Docks' removal may hinder planned Jordan River cleanup
Structures were unsafe, eroding or useless, city says
Jeff Salt, head of the Great Salt Lakekeeper, is unhappy about docks being torn out by Salt Lake City.
Bob Plumb, Deseret Morning News
This morning, residents of Salt Lake City's Poplar Grove neighborhood plan to line up along the banks of the Jordan River to celebrate Earth Day with a big river cleanup.
The problem is, organizers don't know how to get the volunteers into the river, thanks to the city's recent removal of a host of boat ramps and docks.
Over the course of the past four months, the city has removed five docks from the river, public services director Rick Graham said. The docks had become unsafe, some of them had begun to break away from the bank, others were eroding, and many were useless because the river's water level has dropped, Graham said.
"These docks are docks that are very old," Graham said. "They were constructed out of concrete. They were fixed in place. They had become, in many regards, not usable. They were built to accommodate the river at a certain level. When the river was lower, they were not safe to use."
Jeff Salt, head of the Great Salt Lakekeeper organization and an avid boater along the river, said he has been working for years on a plan to create the most efficient, "user-friendly" boat docking and launching system for river users. The city's decision to remove the existing docks came without any consultation with Salt or the boaters he has spoken with, he said.
"Now I don't have a very safe way to put people in canoes," Salt said of his plans to send volunteers out to scoop garbage and debris from the river today.
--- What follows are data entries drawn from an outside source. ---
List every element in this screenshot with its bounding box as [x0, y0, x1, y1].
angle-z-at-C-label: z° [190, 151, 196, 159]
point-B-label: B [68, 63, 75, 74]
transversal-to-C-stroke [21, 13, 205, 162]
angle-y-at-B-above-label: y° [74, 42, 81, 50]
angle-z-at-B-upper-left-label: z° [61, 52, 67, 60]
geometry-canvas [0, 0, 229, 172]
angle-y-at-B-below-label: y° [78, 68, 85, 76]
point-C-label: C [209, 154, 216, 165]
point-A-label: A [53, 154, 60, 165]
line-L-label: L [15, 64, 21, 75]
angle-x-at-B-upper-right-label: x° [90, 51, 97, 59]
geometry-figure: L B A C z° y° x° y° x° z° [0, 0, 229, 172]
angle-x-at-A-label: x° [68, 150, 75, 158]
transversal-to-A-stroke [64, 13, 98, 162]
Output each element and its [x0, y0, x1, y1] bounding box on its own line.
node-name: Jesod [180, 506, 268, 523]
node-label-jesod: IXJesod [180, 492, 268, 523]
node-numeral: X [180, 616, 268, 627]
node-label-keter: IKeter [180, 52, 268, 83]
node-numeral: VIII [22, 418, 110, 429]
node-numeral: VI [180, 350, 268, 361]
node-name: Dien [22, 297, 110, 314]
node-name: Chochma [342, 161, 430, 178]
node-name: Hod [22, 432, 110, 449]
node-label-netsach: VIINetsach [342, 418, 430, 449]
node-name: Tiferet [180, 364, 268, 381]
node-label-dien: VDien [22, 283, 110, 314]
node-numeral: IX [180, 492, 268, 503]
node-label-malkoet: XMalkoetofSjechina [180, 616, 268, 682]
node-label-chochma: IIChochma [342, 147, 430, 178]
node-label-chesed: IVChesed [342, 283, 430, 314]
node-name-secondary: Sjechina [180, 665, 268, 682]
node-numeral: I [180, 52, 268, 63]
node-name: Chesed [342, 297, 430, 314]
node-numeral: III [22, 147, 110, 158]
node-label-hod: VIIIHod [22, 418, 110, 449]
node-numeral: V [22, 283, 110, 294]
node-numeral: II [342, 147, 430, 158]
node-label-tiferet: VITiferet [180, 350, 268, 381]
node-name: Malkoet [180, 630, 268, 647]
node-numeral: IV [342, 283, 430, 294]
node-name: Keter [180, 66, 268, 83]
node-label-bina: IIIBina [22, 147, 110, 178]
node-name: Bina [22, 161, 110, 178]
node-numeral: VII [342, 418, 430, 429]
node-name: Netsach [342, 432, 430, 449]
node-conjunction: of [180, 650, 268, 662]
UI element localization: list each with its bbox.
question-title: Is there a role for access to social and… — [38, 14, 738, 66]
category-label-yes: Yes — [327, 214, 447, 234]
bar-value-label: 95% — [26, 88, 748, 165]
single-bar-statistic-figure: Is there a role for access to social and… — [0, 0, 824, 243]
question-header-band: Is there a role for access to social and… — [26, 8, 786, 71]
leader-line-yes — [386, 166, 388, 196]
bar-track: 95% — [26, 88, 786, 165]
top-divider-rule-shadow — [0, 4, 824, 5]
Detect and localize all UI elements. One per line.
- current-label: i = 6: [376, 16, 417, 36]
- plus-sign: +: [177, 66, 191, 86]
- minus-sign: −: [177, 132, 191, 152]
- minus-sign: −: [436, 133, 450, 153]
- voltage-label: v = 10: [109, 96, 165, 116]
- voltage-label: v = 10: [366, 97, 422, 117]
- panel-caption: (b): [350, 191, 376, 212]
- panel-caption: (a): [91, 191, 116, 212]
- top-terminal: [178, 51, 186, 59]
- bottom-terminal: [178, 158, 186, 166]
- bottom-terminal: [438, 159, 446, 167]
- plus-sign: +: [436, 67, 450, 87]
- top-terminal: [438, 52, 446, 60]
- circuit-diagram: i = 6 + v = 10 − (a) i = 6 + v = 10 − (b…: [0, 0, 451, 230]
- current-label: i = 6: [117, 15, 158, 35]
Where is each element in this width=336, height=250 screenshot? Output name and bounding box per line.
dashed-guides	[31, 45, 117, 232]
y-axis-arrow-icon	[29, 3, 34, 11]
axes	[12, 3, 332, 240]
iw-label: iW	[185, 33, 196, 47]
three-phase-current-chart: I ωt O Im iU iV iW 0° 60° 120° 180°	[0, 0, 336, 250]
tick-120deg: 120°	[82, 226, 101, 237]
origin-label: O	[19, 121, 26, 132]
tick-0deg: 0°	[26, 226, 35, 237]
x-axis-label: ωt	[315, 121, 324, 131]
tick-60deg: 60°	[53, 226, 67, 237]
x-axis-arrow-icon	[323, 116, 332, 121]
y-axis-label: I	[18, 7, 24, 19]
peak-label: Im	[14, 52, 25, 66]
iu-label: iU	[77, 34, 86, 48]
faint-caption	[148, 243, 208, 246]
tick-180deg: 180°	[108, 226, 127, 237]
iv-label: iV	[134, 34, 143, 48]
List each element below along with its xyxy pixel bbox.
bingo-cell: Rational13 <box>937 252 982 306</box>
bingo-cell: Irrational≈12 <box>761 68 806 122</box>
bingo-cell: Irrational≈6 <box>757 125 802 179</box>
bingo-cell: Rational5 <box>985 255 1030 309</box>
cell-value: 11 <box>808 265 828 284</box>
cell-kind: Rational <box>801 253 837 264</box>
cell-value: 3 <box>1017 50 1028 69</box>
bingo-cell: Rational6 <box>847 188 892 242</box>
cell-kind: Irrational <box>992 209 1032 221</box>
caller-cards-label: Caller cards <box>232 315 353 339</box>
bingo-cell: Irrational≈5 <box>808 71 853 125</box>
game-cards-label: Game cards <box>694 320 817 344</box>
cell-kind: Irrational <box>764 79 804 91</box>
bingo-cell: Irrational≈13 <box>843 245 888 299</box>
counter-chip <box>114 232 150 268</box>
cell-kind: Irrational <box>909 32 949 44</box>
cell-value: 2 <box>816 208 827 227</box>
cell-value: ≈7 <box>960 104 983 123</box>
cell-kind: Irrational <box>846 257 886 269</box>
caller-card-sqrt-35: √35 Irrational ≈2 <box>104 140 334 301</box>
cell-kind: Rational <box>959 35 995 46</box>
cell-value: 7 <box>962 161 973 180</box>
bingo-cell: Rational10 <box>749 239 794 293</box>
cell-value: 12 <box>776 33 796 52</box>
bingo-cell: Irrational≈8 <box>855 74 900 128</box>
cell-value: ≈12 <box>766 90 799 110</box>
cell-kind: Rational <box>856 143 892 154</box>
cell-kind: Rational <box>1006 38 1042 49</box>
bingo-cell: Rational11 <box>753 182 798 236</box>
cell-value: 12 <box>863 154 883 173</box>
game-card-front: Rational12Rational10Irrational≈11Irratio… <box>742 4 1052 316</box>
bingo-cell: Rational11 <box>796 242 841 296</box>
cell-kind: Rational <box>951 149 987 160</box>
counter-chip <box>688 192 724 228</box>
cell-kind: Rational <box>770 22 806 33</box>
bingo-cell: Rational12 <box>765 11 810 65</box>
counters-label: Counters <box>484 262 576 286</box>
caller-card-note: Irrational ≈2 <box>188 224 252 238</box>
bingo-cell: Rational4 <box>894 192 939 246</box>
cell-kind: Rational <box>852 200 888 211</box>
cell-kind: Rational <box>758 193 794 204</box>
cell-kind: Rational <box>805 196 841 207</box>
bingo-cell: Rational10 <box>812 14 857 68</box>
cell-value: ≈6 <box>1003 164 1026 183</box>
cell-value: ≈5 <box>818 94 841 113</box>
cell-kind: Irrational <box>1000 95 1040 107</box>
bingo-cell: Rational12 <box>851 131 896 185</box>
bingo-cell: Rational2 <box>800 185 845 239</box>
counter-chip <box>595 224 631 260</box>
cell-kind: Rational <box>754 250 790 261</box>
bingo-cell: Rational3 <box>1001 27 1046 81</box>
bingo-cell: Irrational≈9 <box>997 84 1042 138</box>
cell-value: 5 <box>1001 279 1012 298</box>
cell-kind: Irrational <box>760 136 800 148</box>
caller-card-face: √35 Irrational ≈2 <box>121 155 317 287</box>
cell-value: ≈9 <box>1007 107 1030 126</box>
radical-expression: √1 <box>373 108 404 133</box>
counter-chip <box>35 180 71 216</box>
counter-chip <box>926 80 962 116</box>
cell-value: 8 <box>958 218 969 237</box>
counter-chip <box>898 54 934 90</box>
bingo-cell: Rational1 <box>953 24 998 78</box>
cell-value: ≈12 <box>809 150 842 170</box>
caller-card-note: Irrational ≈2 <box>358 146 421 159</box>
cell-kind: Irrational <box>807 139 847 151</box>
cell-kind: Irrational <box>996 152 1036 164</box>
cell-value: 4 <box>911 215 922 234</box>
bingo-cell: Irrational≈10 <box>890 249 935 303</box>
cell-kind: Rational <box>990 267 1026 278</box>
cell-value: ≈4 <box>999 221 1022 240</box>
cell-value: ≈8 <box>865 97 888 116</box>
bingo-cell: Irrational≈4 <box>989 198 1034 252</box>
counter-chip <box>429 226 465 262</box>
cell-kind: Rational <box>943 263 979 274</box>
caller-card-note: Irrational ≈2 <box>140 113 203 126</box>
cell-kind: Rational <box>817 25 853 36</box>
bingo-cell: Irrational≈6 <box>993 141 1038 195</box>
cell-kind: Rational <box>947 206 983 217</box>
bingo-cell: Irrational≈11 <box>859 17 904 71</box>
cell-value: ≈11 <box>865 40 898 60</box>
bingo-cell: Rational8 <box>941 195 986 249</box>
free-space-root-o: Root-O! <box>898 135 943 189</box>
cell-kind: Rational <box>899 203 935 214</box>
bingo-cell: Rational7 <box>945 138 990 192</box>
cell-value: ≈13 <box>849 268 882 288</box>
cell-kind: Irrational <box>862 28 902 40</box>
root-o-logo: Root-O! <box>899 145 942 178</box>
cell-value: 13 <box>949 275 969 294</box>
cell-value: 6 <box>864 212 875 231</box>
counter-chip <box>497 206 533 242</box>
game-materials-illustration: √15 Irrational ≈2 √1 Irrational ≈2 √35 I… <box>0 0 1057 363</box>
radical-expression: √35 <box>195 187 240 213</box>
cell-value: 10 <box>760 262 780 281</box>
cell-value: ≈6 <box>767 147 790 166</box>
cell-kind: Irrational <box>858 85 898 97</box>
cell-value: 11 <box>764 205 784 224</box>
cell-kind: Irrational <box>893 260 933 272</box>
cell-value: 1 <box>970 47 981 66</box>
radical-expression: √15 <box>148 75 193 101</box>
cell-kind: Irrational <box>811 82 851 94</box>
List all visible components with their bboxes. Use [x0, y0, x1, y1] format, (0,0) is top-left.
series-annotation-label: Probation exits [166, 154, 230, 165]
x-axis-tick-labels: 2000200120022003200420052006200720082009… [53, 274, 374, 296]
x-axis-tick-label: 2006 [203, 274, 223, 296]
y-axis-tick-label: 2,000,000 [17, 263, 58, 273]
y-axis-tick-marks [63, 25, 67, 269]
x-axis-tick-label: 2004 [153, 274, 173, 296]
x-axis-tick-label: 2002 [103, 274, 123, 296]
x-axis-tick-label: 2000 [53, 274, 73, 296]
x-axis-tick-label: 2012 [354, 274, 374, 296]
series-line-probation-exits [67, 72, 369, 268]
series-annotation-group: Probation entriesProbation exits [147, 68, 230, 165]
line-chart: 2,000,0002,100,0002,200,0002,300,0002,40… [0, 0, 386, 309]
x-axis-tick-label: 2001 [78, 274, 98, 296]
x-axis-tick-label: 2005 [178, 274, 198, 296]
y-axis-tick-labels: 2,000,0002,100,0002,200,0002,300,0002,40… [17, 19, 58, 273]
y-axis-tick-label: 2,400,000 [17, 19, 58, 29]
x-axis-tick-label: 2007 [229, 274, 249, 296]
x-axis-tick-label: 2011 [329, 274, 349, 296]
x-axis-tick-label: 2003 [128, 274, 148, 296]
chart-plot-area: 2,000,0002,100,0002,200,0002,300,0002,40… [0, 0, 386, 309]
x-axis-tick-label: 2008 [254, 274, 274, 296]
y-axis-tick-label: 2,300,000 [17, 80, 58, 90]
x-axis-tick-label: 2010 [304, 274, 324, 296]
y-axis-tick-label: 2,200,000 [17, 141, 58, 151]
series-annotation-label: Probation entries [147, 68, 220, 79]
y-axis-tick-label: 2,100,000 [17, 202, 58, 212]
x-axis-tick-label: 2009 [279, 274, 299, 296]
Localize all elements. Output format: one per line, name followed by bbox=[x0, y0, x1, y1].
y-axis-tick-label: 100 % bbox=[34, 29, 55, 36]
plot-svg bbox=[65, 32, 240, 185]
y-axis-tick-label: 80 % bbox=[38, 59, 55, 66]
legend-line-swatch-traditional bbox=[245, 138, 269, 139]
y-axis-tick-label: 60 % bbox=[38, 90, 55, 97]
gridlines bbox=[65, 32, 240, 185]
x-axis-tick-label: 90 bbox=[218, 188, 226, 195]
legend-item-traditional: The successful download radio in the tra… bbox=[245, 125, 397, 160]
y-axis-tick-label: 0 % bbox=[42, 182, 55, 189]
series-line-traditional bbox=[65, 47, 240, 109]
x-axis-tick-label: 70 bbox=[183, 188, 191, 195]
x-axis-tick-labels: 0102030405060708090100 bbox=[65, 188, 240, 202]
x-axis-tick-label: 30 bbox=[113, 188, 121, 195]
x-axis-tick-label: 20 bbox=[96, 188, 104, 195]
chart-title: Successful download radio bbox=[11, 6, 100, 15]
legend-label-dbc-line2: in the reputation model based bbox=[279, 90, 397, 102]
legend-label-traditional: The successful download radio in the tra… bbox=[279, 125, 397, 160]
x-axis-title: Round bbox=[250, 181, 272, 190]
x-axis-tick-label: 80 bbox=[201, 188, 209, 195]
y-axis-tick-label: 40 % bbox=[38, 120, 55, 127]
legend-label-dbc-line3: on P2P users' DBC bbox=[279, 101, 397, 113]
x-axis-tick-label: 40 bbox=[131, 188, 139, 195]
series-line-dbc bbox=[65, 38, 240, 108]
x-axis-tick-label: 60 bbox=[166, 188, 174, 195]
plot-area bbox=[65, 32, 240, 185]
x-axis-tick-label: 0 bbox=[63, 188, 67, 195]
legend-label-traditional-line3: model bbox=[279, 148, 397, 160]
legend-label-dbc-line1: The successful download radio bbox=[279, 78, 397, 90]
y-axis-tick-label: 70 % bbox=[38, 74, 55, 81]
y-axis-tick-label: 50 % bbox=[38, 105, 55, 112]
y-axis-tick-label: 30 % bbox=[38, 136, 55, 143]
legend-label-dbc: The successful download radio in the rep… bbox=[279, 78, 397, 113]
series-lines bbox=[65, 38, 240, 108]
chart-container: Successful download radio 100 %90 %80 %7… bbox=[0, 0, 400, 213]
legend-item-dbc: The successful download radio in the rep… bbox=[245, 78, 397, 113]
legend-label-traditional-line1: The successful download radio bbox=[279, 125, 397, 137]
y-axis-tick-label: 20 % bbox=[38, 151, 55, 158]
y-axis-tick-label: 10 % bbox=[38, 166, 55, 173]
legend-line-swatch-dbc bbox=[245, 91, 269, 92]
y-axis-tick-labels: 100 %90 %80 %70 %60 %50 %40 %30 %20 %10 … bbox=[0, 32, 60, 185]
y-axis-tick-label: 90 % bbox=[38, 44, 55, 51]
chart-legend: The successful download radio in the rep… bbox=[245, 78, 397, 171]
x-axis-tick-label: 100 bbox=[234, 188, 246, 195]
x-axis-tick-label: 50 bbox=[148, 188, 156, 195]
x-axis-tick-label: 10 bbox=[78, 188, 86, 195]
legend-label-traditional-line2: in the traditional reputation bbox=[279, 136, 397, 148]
He said the cleanup will go ahead, but he is going to have to come up with some new way of doing it.
But Graham said he was unaware Salt had been involved in working out a plan and said the city's decision to remove the docks came after discussions with its "partners" in river planning, including boaters and state planners.
"I'm surprised to hear Jeff's involved in planning because we haven't heard from him, either," Graham said. "There's a lot of information and planning going on out there. Clearly there needs to be some better coordination in the planning process."
Friday afternoon Salt was surveying the river, trying to get a handle on what's left of the docking system. He said the river was definitely in need of a revamping of its docks, but an outright removal of the existing docks without a new plan was not the answer.
"We would agree some of these boat ramps are redundant," he said. "But some of them are functional. We're using them."
Salt said he has been working with state officials in coming up with his plan. The state, he said, has been concerned about too many ramps and docks making a mess of the river.
"They don't want to see boat ramps along the river willy-nilly. That's just clutter," Salt said. And he added that people who boat in the river don't want that, either. "We want meaningful places to launch our boats."
Graham said four docks remain within the city limits at 1700 South, about 1000 South in Modesto Park, at the peace gardens near about 900 South and 900 West and at 200 South.